~/projects/godfather-fitness-agent
GodFather — Self-Hosted AI Fitness Coach
Zero-cost Telegram fitness bot with 4 food-logging modes and AI-driven personalization
- $0/month running cost
- 4 food-logging modes
- 5 scheduled workflows
n8n · Supabase (PostgreSQL) · Telegram Bot API · Gemini 2.0 Flash · Cloudflare Tunnel · Docker Compose
Problem
I wanted personal fitness tracking without subscription bloat. Apps like MyFitnessPal and Fitbit cost money, lock data, and fail catastrophically at Indian cuisine—they don’t know Mangalorean spiced vegetables or Amul ice cream macros. I needed something that understood my food context, gave me personalized coaching, and tracked progress without friction or recurring fees.
Constraints
Zero budget pushed me to free tiers exclusively. Every service—Telegram, Gemini, n8n, Supabase, Open Food Facts—had to be free or self-hosted. Indian food context was the harder constraint: generic nutrition databases skip regional dishes, regional brands, and cooking methods. Home-server reality meant no auto-scaling; my HP box runs everything locally. Single-user workload let me optimize ruthlessly—I can abandon graceful degradation.
Architecture & Decisions
Fully event-driven: Telegram message arrives → Cloudflare Tunnel exposes my home n8n instance → webhook triggers, n8n routes and orchestrates everything. No custom app server. Why? n8n gives me retry logic, conditional branching, multi-step workflows, and scheduling built-in. Rolling a server would multiply complexity.
Gemini 2.0 Flash over GPT-4o: free tier covers my API call volume, and its multimodal strength—analyzing meal photos and nutrition labels in a single call—is perfect for visual food logging. Supabase free tier handles the data: structured queries for a single user scale indefinitely without cost.
The four logging modes matter because friction kills consistency. Text (“I had ragi mudde and sambar”) → Gemini extracts items and estimates macros. Meal photo → Gemini Vision analyzes portion and composition. Barcode → decoded, looked up in Open Food Facts. Nutrition label photo → Gemini Vision reads it directly. Each mode feeds the same n8n workflow; the bot routes based on what the user sends.
Build Notes
Five cron workflows keep me accountable: 7:00 AM motivation push, 7:30 AM workout reminder, 1:30 PM lunch logging nudge, 9:00 PM dinner nudge, Sunday 10:00 AM weekly progress snapshot (all IST). Calorie targets are Mifflin-St Jeor baseline, 400 kcal deficit, 2g/kg protein—simple enough to calculate in a workflow but personalized to my profile. Supabase stores food logs, weight history, and user configuration.
The India optimization isn’t a filter; it’s baked into the system prompt. Gemini knows that “paratha” varies wildly by region and oil, that MTR canned products are common, that IST matters for scheduling. This was cheaper than building a curated database.
Outcome
The bot replaced my fitness stack entirely: subscription tracking apps, a spreadsheet for manual logging, and the weekly slog of calculating trends. I log meals passively (photo or text), get immediate feedback on macros and progress, and see streaks without thinking. It’s been in daily personal use for several months without downtime.
What I’d do differently
Barcode OCR silently fails sometimes—adding image preprocessing would help. Caching Gemini responses for repeated foods (“oats with milk” shouldn’t call Vision every time) would cut latency and API costs. Building the Grafana dashboard earlier would have shown which logging modes users actually prefer. More granular error logging in n8n would catch silent workflow failures before they compound—home servers have different failure modes than managed platforms.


#### Problem to work on:
The expected output is the full set of entries, retyped verbatim, pictures excluded.

#### Saved entries:
━━━━━━━━━━

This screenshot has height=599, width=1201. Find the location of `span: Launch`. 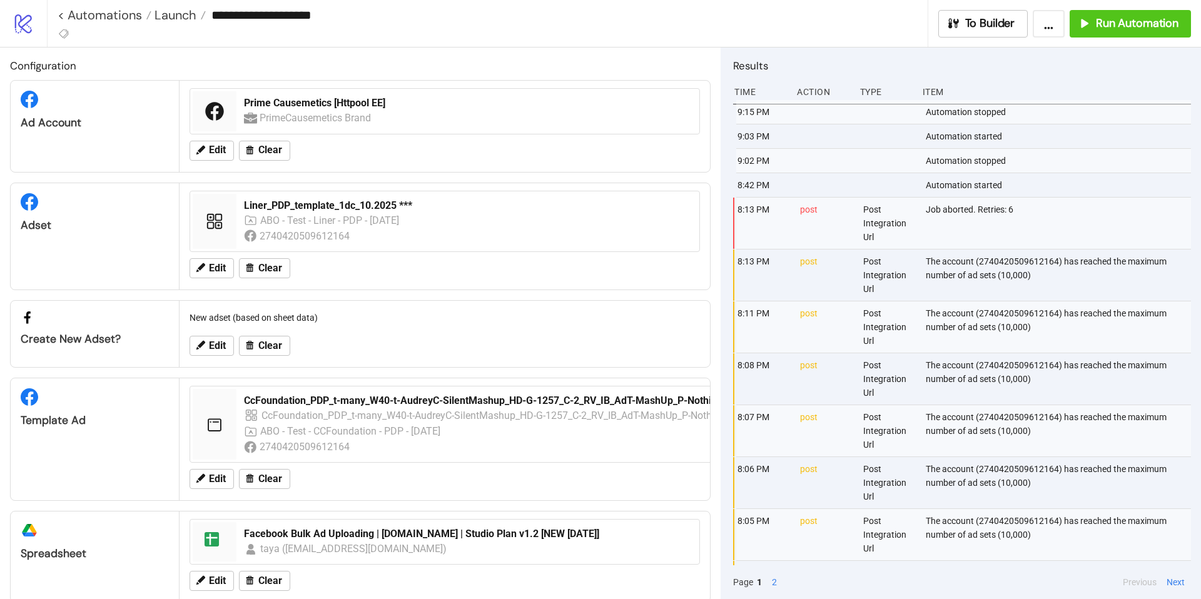

span: Launch is located at coordinates (174, 15).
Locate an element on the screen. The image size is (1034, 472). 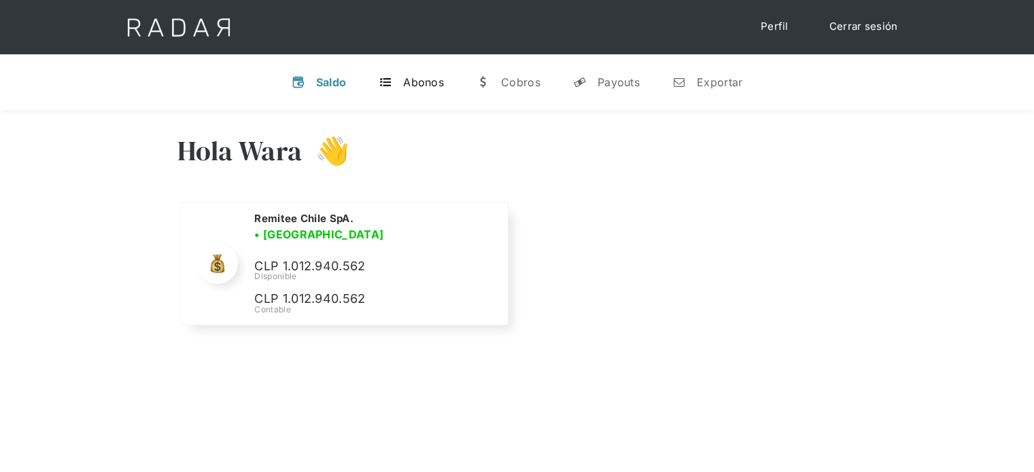
a: Cerrar sesión is located at coordinates (863, 27).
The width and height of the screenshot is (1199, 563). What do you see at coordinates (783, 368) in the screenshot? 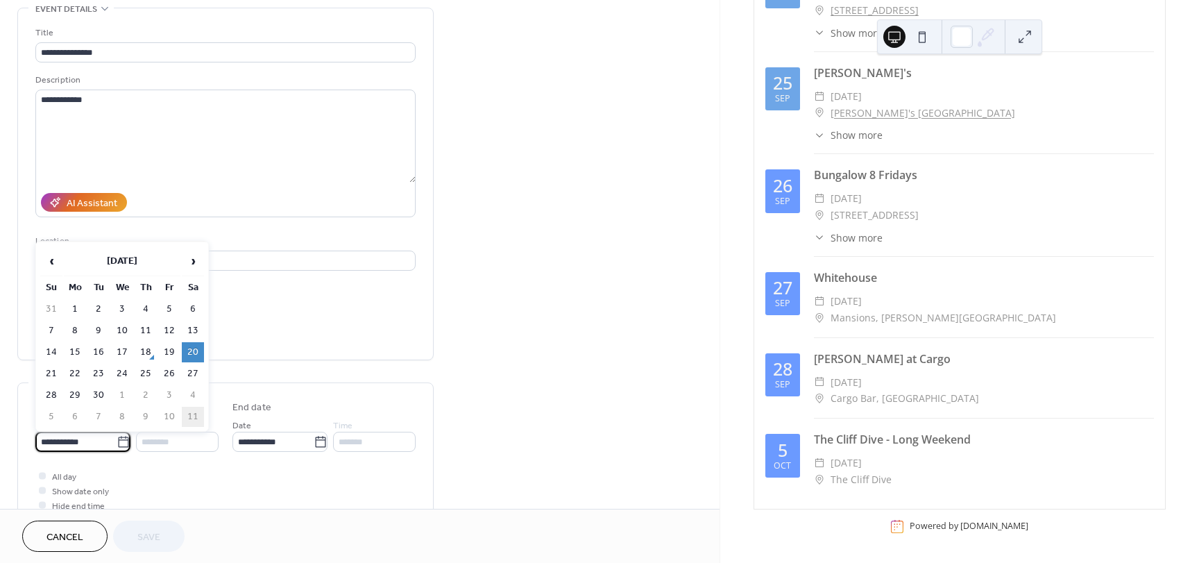
I see `div: 28` at bounding box center [783, 368].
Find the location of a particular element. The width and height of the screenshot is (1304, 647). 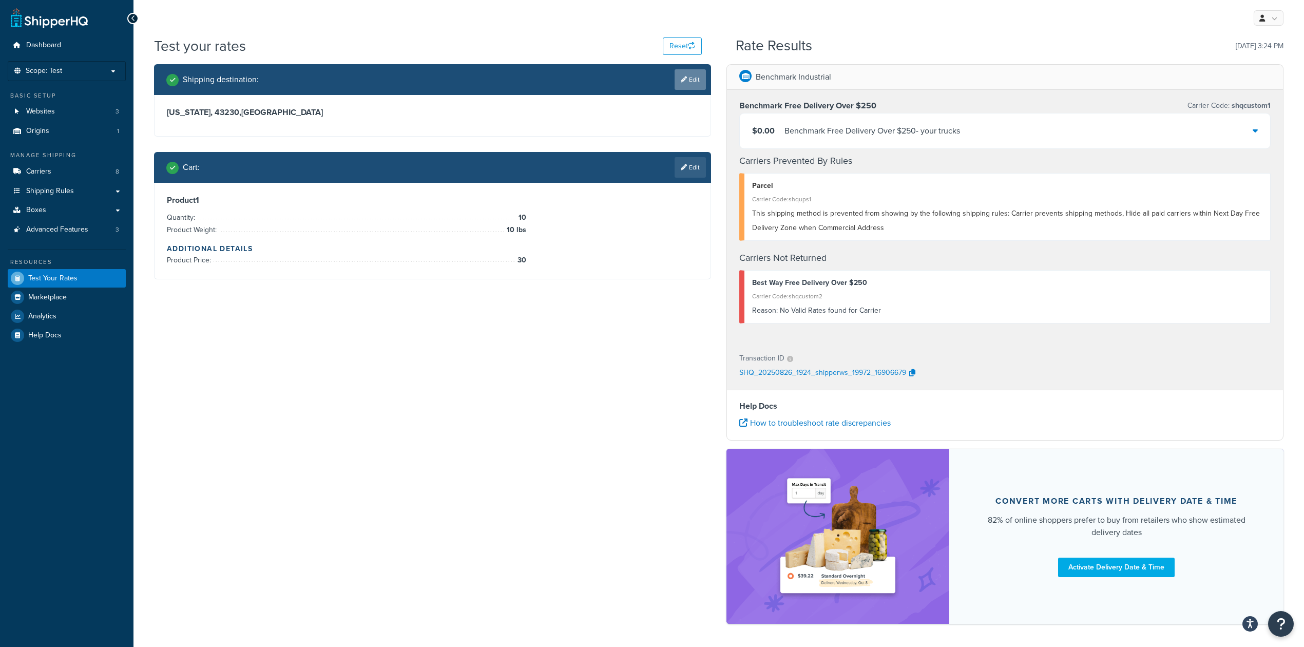

li: Carriers is located at coordinates (67, 171).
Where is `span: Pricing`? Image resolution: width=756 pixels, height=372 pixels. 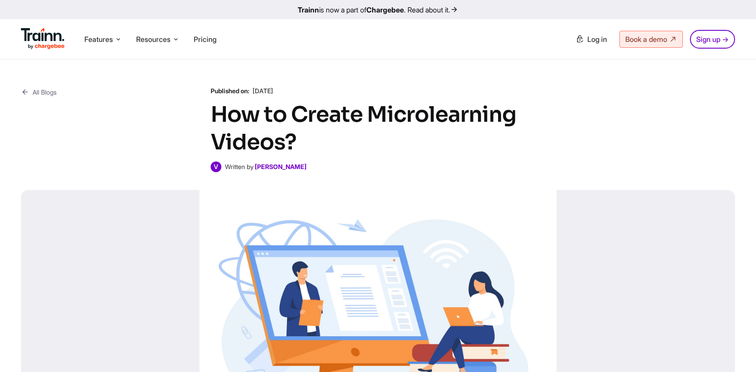
span: Pricing is located at coordinates (205, 39).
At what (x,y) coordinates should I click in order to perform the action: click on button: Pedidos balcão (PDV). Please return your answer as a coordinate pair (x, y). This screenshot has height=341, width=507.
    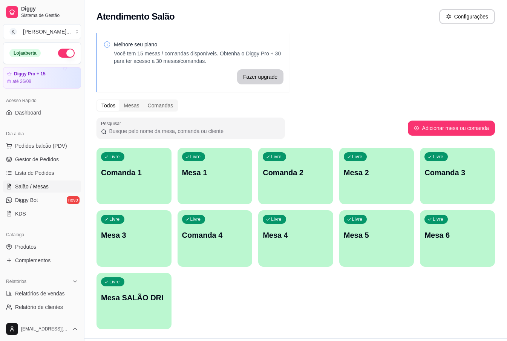
    Looking at the image, I should click on (42, 146).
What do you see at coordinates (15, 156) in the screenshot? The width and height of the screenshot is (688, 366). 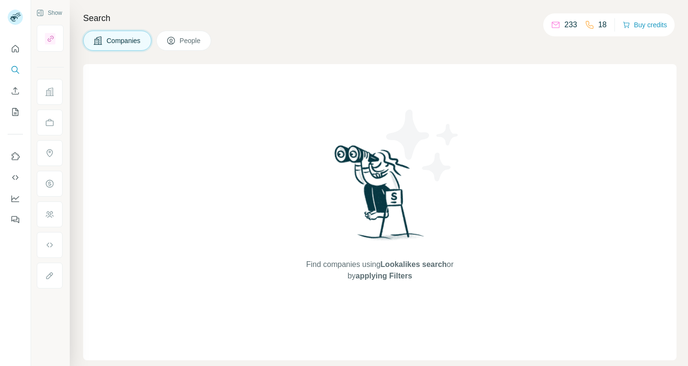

━━━━━━━━━━

#### Result for this exercise:
This screenshot has height=599, width=1201. Find the location of `span: Launch`. 

span: Launch is located at coordinates (174, 15).
Locate an element on the screen. The image size is (1034, 472). 
a: Cerrar sesión is located at coordinates (863, 27).
The width and height of the screenshot is (1199, 563). What do you see at coordinates (783, 368) in the screenshot? 
I see `div: 28` at bounding box center [783, 368].
Find the location of a particular element. The width and height of the screenshot is (1304, 647). 

li: Carriers is located at coordinates (67, 171).
Where is `span: Pricing`? Image resolution: width=756 pixels, height=372 pixels. 
span: Pricing is located at coordinates (205, 39).
At what (x,y) coordinates should I click in order to perform the action: click on button: Pedidos balcão (PDV). Please return your answer as a coordinate pair (x, y). This screenshot has height=341, width=507.
    Looking at the image, I should click on (42, 146).
What do you see at coordinates (15, 156) in the screenshot? The width and height of the screenshot is (688, 366). 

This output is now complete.